On 22 March 2017, the Supreme Court handed down judgment in FCA v. Macris. The case turned on the meaning of the word “identifies” in section 393 of the FSMA. The Court favoured a restrictive definition. The effect is that notices will not need to be served on, and representations invited from, as many individuals as might otherwise have been the case. The FCA will be breathing a collective sigh of relief, but persons connected to investigations will be concerned about exposure to reputational risk.
By way of background, within JP Morgan Chase, there was a unit known as CIO International, which managed excess deposits. This included a portfolio of traded credit investments called the Synthetic Credit Portfolio. Mr Macris was head of the unit in London. In July 2012, JP Morgan announced that the portfolio had lost $5.8 billion, rising to $6.2 million by the end of the year. The case gained notoriety, with a trader becoming known as the “English Whale”. The FCA investigated the bank for various irregularities. In due course, a regulatory settlement was agreed, under which the bank paid a penalty of £137.61 million.
Under the FSMA, the FCA is required to serve three notices on a firm or person under investigation, namely a warning notice, decision notice and final notice. Where a regulatory settlement is agreed, as in this case, such notices must still be given, but the practice is to serve them simultaneously. The FCA is required to publish the decision notice and the final notice.
Under section 393 of the FSMA, if a person other than the recipient (the recipient being the person under investigation) is identified in a warning notice, and the notice is prejudicial to that person, he must be given a copy of it. He must also be given a reasonable period of time within which he may make representations to the FCA. In this case, Macris did not have any such opportunity to make representations before publication of the decision notice and final notice.

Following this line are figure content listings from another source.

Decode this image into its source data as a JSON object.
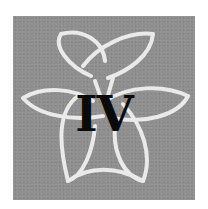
{
  "emblem": {
    "numeral": "IV",
    "background_color": "#8f8f8f",
    "knot_color": "#f2f2f2",
    "numeral_color": "#0a0a0a",
    "icon": "celtic-triquetra-knot-icon"
  }
}
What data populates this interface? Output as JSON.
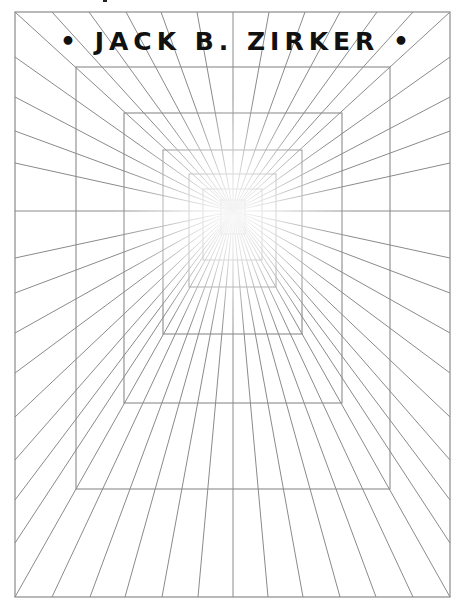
{
  "cover": {
    "author_line": "• JACK B. ZIRKER •",
    "author": "JACK B. ZIRKER"
  },
  "artwork": {
    "description": "one-point perspective tunnel of nested rectangles with radiating lines",
    "vanishing_point": [
      233,
      211
    ],
    "outer_frame": [
      15,
      12,
      450,
      597
    ],
    "rectangles": [
      [
        76,
        67,
        390,
        489
      ],
      [
        124,
        113,
        342,
        403
      ],
      [
        163,
        150,
        302,
        334
      ],
      [
        189,
        174,
        276,
        287
      ],
      [
        203,
        189,
        262,
        260
      ],
      [
        221,
        200,
        245,
        234
      ]
    ],
    "top_x": [
      15,
      52,
      89,
      126,
      161,
      197,
      233,
      269,
      305,
      340,
      377,
      413,
      450
    ],
    "bottom_x": [
      15,
      52,
      90,
      125,
      162,
      198,
      233,
      268,
      303,
      340,
      376,
      413,
      450
    ],
    "side_y": [
      57,
      97,
      131,
      163,
      211,
      258,
      293,
      333,
      373,
      417,
      460,
      500,
      543
    ],
    "line_color": "#8a8a8a",
    "text_color": "#111111"
  }
}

Mr Macris was not identified by name or job title in the notices. However, “CIO London management” was referred to repeatedly, and he was the only London manager of the unit. There was publicly available information, in the form of a US Senate Committee report, which described his role and named him. Putting all the information together, a person might have deduced that “CIO London management” referred to him.

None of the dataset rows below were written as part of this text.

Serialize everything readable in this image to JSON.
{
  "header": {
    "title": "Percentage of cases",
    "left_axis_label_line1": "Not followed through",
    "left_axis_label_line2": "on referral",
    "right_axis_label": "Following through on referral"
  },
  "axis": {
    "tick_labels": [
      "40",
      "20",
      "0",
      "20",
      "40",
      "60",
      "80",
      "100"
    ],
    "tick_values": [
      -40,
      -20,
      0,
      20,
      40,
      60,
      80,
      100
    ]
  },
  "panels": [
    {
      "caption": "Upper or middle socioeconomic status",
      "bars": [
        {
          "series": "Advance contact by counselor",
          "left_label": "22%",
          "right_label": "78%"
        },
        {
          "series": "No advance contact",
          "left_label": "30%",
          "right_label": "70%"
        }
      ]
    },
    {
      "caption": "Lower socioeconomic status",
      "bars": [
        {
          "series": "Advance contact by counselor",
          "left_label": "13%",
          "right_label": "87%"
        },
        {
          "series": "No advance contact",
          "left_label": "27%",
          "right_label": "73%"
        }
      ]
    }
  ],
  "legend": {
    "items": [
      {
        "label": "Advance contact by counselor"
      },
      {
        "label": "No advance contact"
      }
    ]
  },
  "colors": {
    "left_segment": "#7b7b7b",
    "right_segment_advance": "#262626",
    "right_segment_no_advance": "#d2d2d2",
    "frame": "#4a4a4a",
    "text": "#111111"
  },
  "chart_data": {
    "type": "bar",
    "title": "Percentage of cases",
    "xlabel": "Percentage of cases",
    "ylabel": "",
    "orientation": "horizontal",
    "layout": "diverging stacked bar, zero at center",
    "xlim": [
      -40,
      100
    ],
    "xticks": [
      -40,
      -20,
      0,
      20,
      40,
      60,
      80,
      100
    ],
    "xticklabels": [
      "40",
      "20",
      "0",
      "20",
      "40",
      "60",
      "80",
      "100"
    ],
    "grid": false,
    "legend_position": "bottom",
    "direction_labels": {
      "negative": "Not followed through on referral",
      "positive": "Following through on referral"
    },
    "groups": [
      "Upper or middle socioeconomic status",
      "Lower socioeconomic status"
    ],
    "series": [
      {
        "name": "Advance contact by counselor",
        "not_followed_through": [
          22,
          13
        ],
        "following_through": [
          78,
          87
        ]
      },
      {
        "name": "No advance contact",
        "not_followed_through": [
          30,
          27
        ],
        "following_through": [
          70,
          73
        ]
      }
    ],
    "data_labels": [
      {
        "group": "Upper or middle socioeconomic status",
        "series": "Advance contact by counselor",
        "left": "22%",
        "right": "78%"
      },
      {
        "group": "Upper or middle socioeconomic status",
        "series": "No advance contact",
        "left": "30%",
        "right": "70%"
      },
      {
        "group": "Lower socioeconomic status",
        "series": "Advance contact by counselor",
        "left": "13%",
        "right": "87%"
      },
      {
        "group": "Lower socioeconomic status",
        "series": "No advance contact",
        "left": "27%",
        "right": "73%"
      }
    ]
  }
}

The Court of Appeal adopted a test from defamation law: Are the words such, as reasonably in the circumstances, would lead persons acquainted with the claimant to believe that he was the person referred to? It held in favour of Macris.
On the FCA’s appeal, the Supreme Court disagreed with this approach and allowed the appeal (by a 4-1 majority). According to Lord Sumption JSC, giving the leading judgment:
“… a person is identified in a notice under section 393 if he is identified by name or by synonym for him, such as his office or job title. In the case of a synonym, it must be apparent from the notice itself that it could apply to only one person and that person must be identifiable from information which is either in the notice or publicly available elsewhere.
However, Lord Sumption put restrictions on the extent to which information publicly available elsewhere may be used:
“… resort to information publicly available elsewhere is permissible only where it enables one to interpret (as opposed to supplementing) the language of the notice. Thus a reference to the “chief executive” of the X Company may be elucidated by discovering from the company’s website who that is… What is not permissible is to resort to additional facts about the person so described so that if those facts and the notice are placed side by side it becomes apparent that they refer to the same person”.
Lord Neuberger put the test in another way. A person is identified if: “(i) his position or office is mentioned, (ii) he is the sole holder of that position or office, and (iii) reference by members of the public to freely and publicly available sources of information would easily reveal the name of that individual by reference to his position or office”.
The conclusions were reached mainly from an examination of the language section 393, combined with large dose of pragmatism. As Lord Neuberger observed, there was “no entirely satisfactory logical basis for justifying any particular conclusion as to the precise point at which one draws the line between [the] two extremes [of the parties’ positions]”. An advantage in the restrictive approach was that the FCA would not be burdened with detective work to uncover the possibility of “jigsaw identification” of a third party.
However, the result will leave many people without any opportunity to make representations before notices are published. This is illustrated by the facts of Macris’ case. A published notice had referred to a telephone conversation during which the “management” was said to have misled the FCA (as described in Lord Wilson’s dissenting judgment). Macris was in fact the relevant party to the conversation. Such allegations were not replicated in notices served during the investigation of Macris as an individual. It seems that he never had the opportunity to counteract such allegations as part of the FCA investigatory process, and never will do.